My weekly movie reviews. You can also read these on letterboxd.

This week focuses on a new movie I saw in the theater yesterday.

 

MISSION: IMPOSSIBLE – DEAD RECKONING PART ONE (2023)

Rating: 3.5 out of 5 Stars

From the sounds of this review, it will probably seem like I didn’t enjoy the new MISSION: IMPOSSIBLE. I did. But it fell short of its predecessor in so many ways, perhaps confirming that FALLOUT may be the best the series will ever get.

That sixth film found the near perfect combination of stunts and story with the franchise’s smartest cast. It was fun but there’s something dangerous and gritty about it too. Casting Cavill was a stroke of genius and for the first time in six films, Tom Cruise was in real jeopardy because “superman” might kick his ass.

On the other hand, the seventh film drifts away from these instincts and towards 007 territory. DEAD RECKONING feels most like a Bond movie than any of the others (and that’s not a good thing). From the sci-fi leaning plot to the preposterous action to the gallery of pretty women, McQuarrie and Tom took one too many tips from the other, flailing spy franchise. Since the plot points never mattered that much in previous installments and only served as a loose framework for the spectacle, it’s bizarre how Tom & co. try so hard to make the AI-villain story beats such a dominant element, subjecting us to several Christopher Nolan-like long scenes of exposition. Never has a MISSION movie been this verbose.

In terms of action, these films could never be accused of realism but the seventh entry trades in any senses of grounded danger for amusement park fun. The chases in FALLOUT were truly edge-of-your-seat experiences; these are entertaining, often silly, thrill rides. The amount of VFX doesn’t help. A final action set piece on a train, the best of the movie, is hurt by the use of digital set dec and props instead of real items. I don’t remember thinking about what was digital and what wasn’t while watching FALLOUT. This time, I was counting the VFX shots left and right. It significantly takes away from the illusion of danger…

Finally, the casting choices are not Tom’s best selections. I don’t know where I would have gone after Cavill but Esai Morales is no substitute. He reminds me of the many Bond villains over the decades who can barely be distinguished from each other. The women here are starting to blend together too. DEAD RECKONING adds yet another brunette that Tom has to protect to the mix. They’re starting to become interchangeable, just a step above Bond’s dispensable dames. Some critics said this is the most emotional of the seven films. I disagree. The emotions are starting to get diluted. One particular narrative decision effects one of the series’ best performers and instead of having a major dramatic impact, it comes off as a big mistake for this story and future of Tom’s franchise. Another narrative thread tries to inject humanity into one of the film’s villains but the execution of this idea is undeveloped and sloppy. More than before, Tom and McQuarrie’s approach of weaving a story around the big stunts leads to a thread-bear result.

Again, I liked DEAD RECKONING enough to warrant a trip to the movie theater. But FALLOUT was astonishing and now I really wonder if Tom and his team really understand why it worked so well.

Watched at Cinema City Arena in Budapest.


WHAT YOU NEED TO DO: Omitting the pictures, output all of the records precisely as written.

------------------------------------------------------------------------

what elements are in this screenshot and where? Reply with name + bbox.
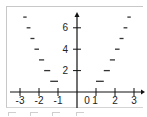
x-tick-label: 0 xyxy=(84,95,90,106)
y-tick-label: 4 xyxy=(62,44,68,55)
x-tick-label: 3 xyxy=(131,95,137,106)
cropped-content-below xyxy=(0,110,147,117)
y-tick-label: 2 xyxy=(62,65,68,76)
x-tick-label: -1 xyxy=(54,95,63,106)
axes xyxy=(10,12,145,108)
tick-labels: -3-2-10123246 xyxy=(16,22,138,106)
cropped-mark xyxy=(30,112,38,113)
cropped-mark xyxy=(8,112,16,113)
x-tick-label: -3 xyxy=(16,95,25,106)
y-tick-label: 6 xyxy=(62,22,68,33)
cropped-mark xyxy=(52,112,60,113)
step-function-chart: -3-2-10123246 xyxy=(0,0,147,117)
y-axis-arrow-icon xyxy=(75,12,80,17)
x-tick-label: 2 xyxy=(112,95,118,106)
x-tick-label: -2 xyxy=(35,95,44,106)
x-axis-arrow-icon xyxy=(141,90,145,95)
cropped-mark xyxy=(76,112,84,113)
x-tick-label: 1 xyxy=(92,95,98,106)
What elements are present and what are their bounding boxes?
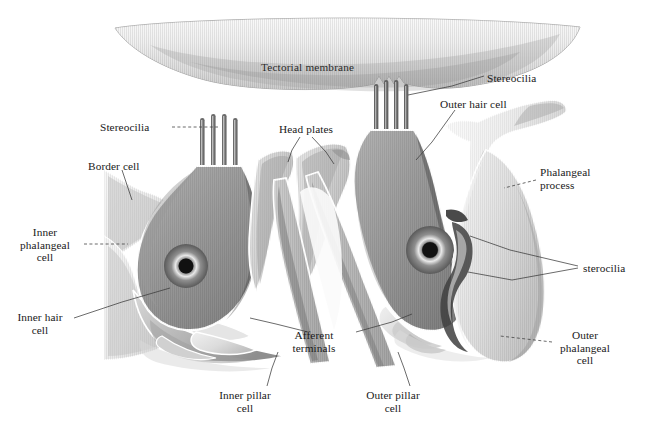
organ-of-corti-figure: Tectorial membrane Stereocilia Outer hai… <box>0 0 653 438</box>
label-border-cell: Border cell <box>88 160 140 173</box>
inner-stereocilia <box>200 114 238 168</box>
inner-hair-cell-nucleus <box>164 244 208 288</box>
outer-hair-cell-nucleus <box>406 226 454 274</box>
label-stereocilia-left: Stereocilia <box>100 121 149 134</box>
inner-hair-cell-body <box>137 114 260 330</box>
leader-outer-pillar-cell <box>398 352 410 386</box>
label-inner-phalangeal-cell: Inner phalangeal cell <box>0 226 90 264</box>
label-outer-phalangeal-cell: Outer phalangeal cell <box>530 329 640 367</box>
label-tectorial-membrane: Tectorial membrane <box>261 61 354 73</box>
label-afferent-terminals: Afferent terminals <box>278 329 350 354</box>
label-inner-hair-cell: Inner hair cell <box>0 311 80 336</box>
label-outer-pillar-cell: Outer pillar cell <box>352 389 434 414</box>
label-head-plates: Head plates <box>279 123 333 136</box>
label-phalangeal-process: Phalangeal process <box>540 166 591 191</box>
label-stereocilia-right-top: Stereocilia <box>487 72 536 85</box>
label-outer-hair-cell: Outer hair cell <box>440 98 507 111</box>
label-sterocilia-right-lower: sterocilia <box>583 262 625 275</box>
label-inner-pillar-cell: Inner pillar cell <box>205 389 285 414</box>
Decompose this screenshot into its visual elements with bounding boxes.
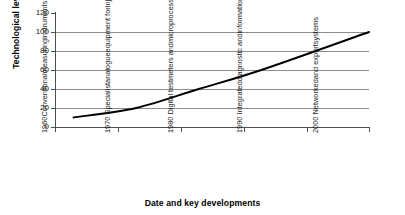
x-category-line: measuring xyxy=(41,39,50,74)
x-category-lines-1980: 1980 Digital testmeters andmicroprocesso… xyxy=(167,0,176,133)
x-tick-mark-0 xyxy=(55,128,56,132)
x-category-line: diagnostic and xyxy=(236,34,245,82)
x-category-line: injection and xyxy=(104,0,113,7)
x-category-lines-2000: 2000 Networkedand expertsystems xyxy=(312,17,321,133)
x-category-lines-1970: 1970 Specialistanalogueequipment forinje… xyxy=(104,0,113,133)
x-category-line: 1990 Integrated xyxy=(236,81,245,133)
x-category-line: equipment for xyxy=(104,7,113,52)
x-category-line: analogue xyxy=(104,52,113,82)
x-category-line: 1970 Specialist xyxy=(104,83,113,133)
x-category-line: 2000 Networked xyxy=(312,79,321,133)
x-category-line: meters and xyxy=(167,43,176,80)
x-category-lines-1960: 1960Conventionalmeasuringinstruments xyxy=(41,1,50,133)
x-category-line: systems xyxy=(312,17,321,44)
chart-container: Technological level 120 100 80 60 40 20 … xyxy=(0,0,405,215)
x-tick-mark-5 xyxy=(369,128,370,132)
x-category-line: and expert xyxy=(312,44,321,79)
x-tick-mark-2 xyxy=(181,128,182,132)
x-category-line: information xyxy=(236,0,245,34)
x-tick-mark-4 xyxy=(307,128,308,132)
x-axis-title: Date and key developments xyxy=(0,198,405,208)
x-category-lines-1990: 1990 Integrateddiagnostic andinformation… xyxy=(236,0,245,133)
y-axis-title: Technological level xyxy=(11,0,21,89)
x-category-line: 1960 xyxy=(41,117,50,133)
x-tick-mark-1 xyxy=(118,128,119,132)
x-category-line: 1980 Digital test xyxy=(167,80,176,133)
x-category-line: microprocessor xyxy=(167,0,176,43)
x-category-line: Conventional xyxy=(41,73,50,116)
x-category-line: instruments xyxy=(41,1,50,39)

------------------------------------------------------------------------

EXERCISE RESPONSE:
what elements are in this screenshot and where? Reply with name + bbox.
x-tick-label: 0 xyxy=(84,95,90,106)
y-tick-label: 4 xyxy=(62,44,68,55)
x-tick-label: 3 xyxy=(131,95,137,106)
cropped-content-below xyxy=(0,110,147,117)
y-tick-label: 2 xyxy=(62,65,68,76)
x-tick-label: -1 xyxy=(54,95,63,106)
axes xyxy=(10,12,145,108)
tick-labels: -3-2-10123246 xyxy=(16,22,138,106)
cropped-mark xyxy=(30,112,38,113)
cropped-mark xyxy=(8,112,16,113)
x-tick-label: -3 xyxy=(16,95,25,106)
y-tick-label: 6 xyxy=(62,22,68,33)
cropped-mark xyxy=(52,112,60,113)
step-function-chart: -3-2-10123246 xyxy=(0,0,147,117)
y-axis-arrow-icon xyxy=(75,12,80,17)
x-tick-label: 2 xyxy=(112,95,118,106)
x-tick-label: -2 xyxy=(35,95,44,106)
x-axis-arrow-icon xyxy=(141,90,145,95)
cropped-mark xyxy=(76,112,84,113)
x-tick-label: 1 xyxy=(92,95,98,106)
What elements are present and what are their bounding boxes?
organ-of-corti-figure: Tectorial membrane Stereocilia Outer hai… <box>0 0 653 438</box>
label-border-cell: Border cell <box>88 160 140 173</box>
inner-stereocilia <box>200 114 238 168</box>
inner-hair-cell-nucleus <box>164 244 208 288</box>
outer-hair-cell-nucleus <box>406 226 454 274</box>
label-stereocilia-left: Stereocilia <box>100 121 149 134</box>
inner-hair-cell-body <box>137 114 260 330</box>
leader-outer-pillar-cell <box>398 352 410 386</box>
label-inner-phalangeal-cell: Inner phalangeal cell <box>0 226 90 264</box>
label-outer-phalangeal-cell: Outer phalangeal cell <box>530 329 640 367</box>
label-tectorial-membrane: Tectorial membrane <box>261 61 354 73</box>
label-afferent-terminals: Afferent terminals <box>278 329 350 354</box>
label-inner-hair-cell: Inner hair cell <box>0 311 80 336</box>
label-outer-pillar-cell: Outer pillar cell <box>352 389 434 414</box>
label-head-plates: Head plates <box>279 123 333 136</box>
label-phalangeal-process: Phalangeal process <box>540 166 591 191</box>
label-stereocilia-right-top: Stereocilia <box>487 72 536 85</box>
label-outer-hair-cell: Outer hair cell <box>440 98 507 111</box>
label-sterocilia-right-lower: sterocilia <box>583 262 625 275</box>
label-inner-pillar-cell: Inner pillar cell <box>205 389 285 414</box>
Decompose this screenshot into its visual elements with bounding boxes.
x-category-line: measuring xyxy=(41,39,50,74)
x-category-lines-1980: 1980 Digital testmeters andmicroprocesso… xyxy=(167,0,176,133)
x-tick-mark-0 xyxy=(55,128,56,132)
x-category-line: diagnostic and xyxy=(236,34,245,82)
x-category-line: injection and xyxy=(104,0,113,7)
x-category-lines-2000: 2000 Networkedand expertsystems xyxy=(312,17,321,133)
x-category-lines-1970: 1970 Specialistanalogueequipment forinje… xyxy=(104,0,113,133)
x-category-line: 1990 Integrated xyxy=(236,81,245,133)
x-category-line: equipment for xyxy=(104,7,113,52)
x-category-line: analogue xyxy=(104,52,113,82)
x-category-line: 1970 Specialist xyxy=(104,83,113,133)
x-category-line: 2000 Networked xyxy=(312,79,321,133)
x-category-line: meters and xyxy=(167,43,176,80)
x-category-lines-1960: 1960Conventionalmeasuringinstruments xyxy=(41,1,50,133)
x-category-line: systems xyxy=(312,17,321,44)
chart-container: Technological level 120 100 80 60 40 20 … xyxy=(0,0,405,215)
x-tick-mark-5 xyxy=(369,128,370,132)
x-category-line: and expert xyxy=(312,44,321,79)
x-tick-mark-2 xyxy=(181,128,182,132)
x-category-line: information xyxy=(236,0,245,34)
x-tick-mark-4 xyxy=(307,128,308,132)
x-axis-title: Date and key developments xyxy=(0,198,405,208)
x-category-lines-1990: 1990 Integrateddiagnostic andinformation… xyxy=(236,0,245,133)
y-axis-title: Technological level xyxy=(11,0,21,89)
x-category-line: 1960 xyxy=(41,117,50,133)
x-tick-mark-1 xyxy=(118,128,119,132)
x-category-line: 1980 Digital test xyxy=(167,80,176,133)
x-category-line: microprocessor xyxy=(167,0,176,43)
x-category-line: Conventional xyxy=(41,73,50,116)
x-category-line: instruments xyxy=(41,1,50,39)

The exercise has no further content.